We're not watching stress fractures anymore—we're witnessing the simultaneous detonation of multiple failing states and democratic institutions.
Haiti's Transitional Presidential Council mandate expires in February 2026. That's not a changeover—that's a countdown to chaos. Gangs already control Port-au-Prince. Civilians face escalating violence, hunger, and displacement that's been building since the 2021 assassination. When the clock runs out, who fills the vacuum?
Sudan's civil war between SAF and RSF has killed over 150,000 since April 2023. It tops the IRC Watchlist for the third straight year. People are dying of famine daily while aid sits blocked. South Sudan‘s 2018 peace agreement collapsed, oil exports stopped because of Sudan's war, and now forces aren't getting paid. That's how you get more war.
Syria might be next.
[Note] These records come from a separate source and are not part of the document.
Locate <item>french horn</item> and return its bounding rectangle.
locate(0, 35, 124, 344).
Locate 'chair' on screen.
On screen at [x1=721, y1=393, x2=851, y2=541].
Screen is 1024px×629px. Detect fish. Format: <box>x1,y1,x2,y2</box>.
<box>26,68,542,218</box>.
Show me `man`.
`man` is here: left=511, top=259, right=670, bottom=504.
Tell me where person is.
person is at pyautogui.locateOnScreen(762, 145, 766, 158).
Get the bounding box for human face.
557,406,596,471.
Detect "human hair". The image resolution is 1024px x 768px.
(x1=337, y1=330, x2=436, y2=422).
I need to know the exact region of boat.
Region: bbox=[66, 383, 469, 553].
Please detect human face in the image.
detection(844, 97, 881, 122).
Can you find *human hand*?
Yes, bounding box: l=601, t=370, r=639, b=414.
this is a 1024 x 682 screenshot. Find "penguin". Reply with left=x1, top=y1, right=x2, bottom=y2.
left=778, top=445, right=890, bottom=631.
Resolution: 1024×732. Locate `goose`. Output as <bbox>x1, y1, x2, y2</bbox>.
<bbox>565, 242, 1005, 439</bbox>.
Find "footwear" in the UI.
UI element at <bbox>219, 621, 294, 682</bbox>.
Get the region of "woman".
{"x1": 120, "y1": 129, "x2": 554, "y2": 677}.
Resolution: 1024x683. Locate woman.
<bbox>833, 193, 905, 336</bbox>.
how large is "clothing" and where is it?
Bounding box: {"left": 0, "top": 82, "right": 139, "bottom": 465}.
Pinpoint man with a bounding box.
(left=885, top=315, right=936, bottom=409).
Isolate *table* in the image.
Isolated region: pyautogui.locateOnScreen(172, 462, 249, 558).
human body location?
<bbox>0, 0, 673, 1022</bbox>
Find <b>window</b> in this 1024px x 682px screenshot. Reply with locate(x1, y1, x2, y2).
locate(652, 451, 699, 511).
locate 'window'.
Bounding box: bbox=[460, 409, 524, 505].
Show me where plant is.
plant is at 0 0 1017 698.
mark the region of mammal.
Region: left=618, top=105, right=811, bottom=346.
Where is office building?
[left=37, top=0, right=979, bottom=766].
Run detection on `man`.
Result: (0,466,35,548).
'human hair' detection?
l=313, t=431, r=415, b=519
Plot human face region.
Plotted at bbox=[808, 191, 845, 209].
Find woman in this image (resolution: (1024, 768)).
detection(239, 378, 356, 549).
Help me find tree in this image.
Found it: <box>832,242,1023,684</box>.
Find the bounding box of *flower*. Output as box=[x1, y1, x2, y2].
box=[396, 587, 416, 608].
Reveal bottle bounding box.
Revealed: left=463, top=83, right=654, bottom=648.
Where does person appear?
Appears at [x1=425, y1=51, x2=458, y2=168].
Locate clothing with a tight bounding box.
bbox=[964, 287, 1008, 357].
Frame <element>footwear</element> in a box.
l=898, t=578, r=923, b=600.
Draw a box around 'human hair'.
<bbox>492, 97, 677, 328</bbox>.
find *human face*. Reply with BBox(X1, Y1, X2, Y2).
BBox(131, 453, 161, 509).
Riots threaten to metastasize into full sectarian conflicts involving Druze, Sunnis, Kurds, Israel, Turkey, ISIS, and Iran.
Myanmar's military conflict persists five years after the 2021 coup, with 16.2 million needing aid after the 2025 earthquake. Nobody's funding the humanitarian response.
Lebanon sits with 80% of its population in poverty after the Israel-Hezbollah conflict displaced 1.4 million Lebanese and 96,000 Israelis. Such regional conflicts intensify currency price fluctuations as investors flee to safe-haven assets.
Eastern DRC sees M23 expanding control over rare earth and gold sites despite a 2025 Rwanda peace deal.
Burkina Faso has armed groups blockading towns, cutting off a million people from food, water, and health care.
The 2026 US midterms carry their own apocalyptic possibilities: candidate assassinations, AI deepfakes showing politicians bribing voters or abolishing elections, potential election postponments. Deepfakes flood the infosphere before fact-checks arrive. National Guard units might face marches. Someone mentioned Kent State. The American Troubles scenario extrapolates to 720,000 dead based on Northern Ireland's scale.
Meanwhile, the US and Russia hold 87% of the world's nuclear bombs as New START‘s end looms. Political fragmentation increases. Trade shifts. Debt vulnerability rises. The Global Majority emerges against the G7's shrinking populations. As these pressures mount, central banks face unprecedented challenges in maintaining currency stability amid cascading geopolitical shocks. Similar dynamics play out across emerging markets, where monetary policy decisions struggle to balance domestic stability against global flight to dollar-denominated assets.
Systems don't collapse quietly. They scream first.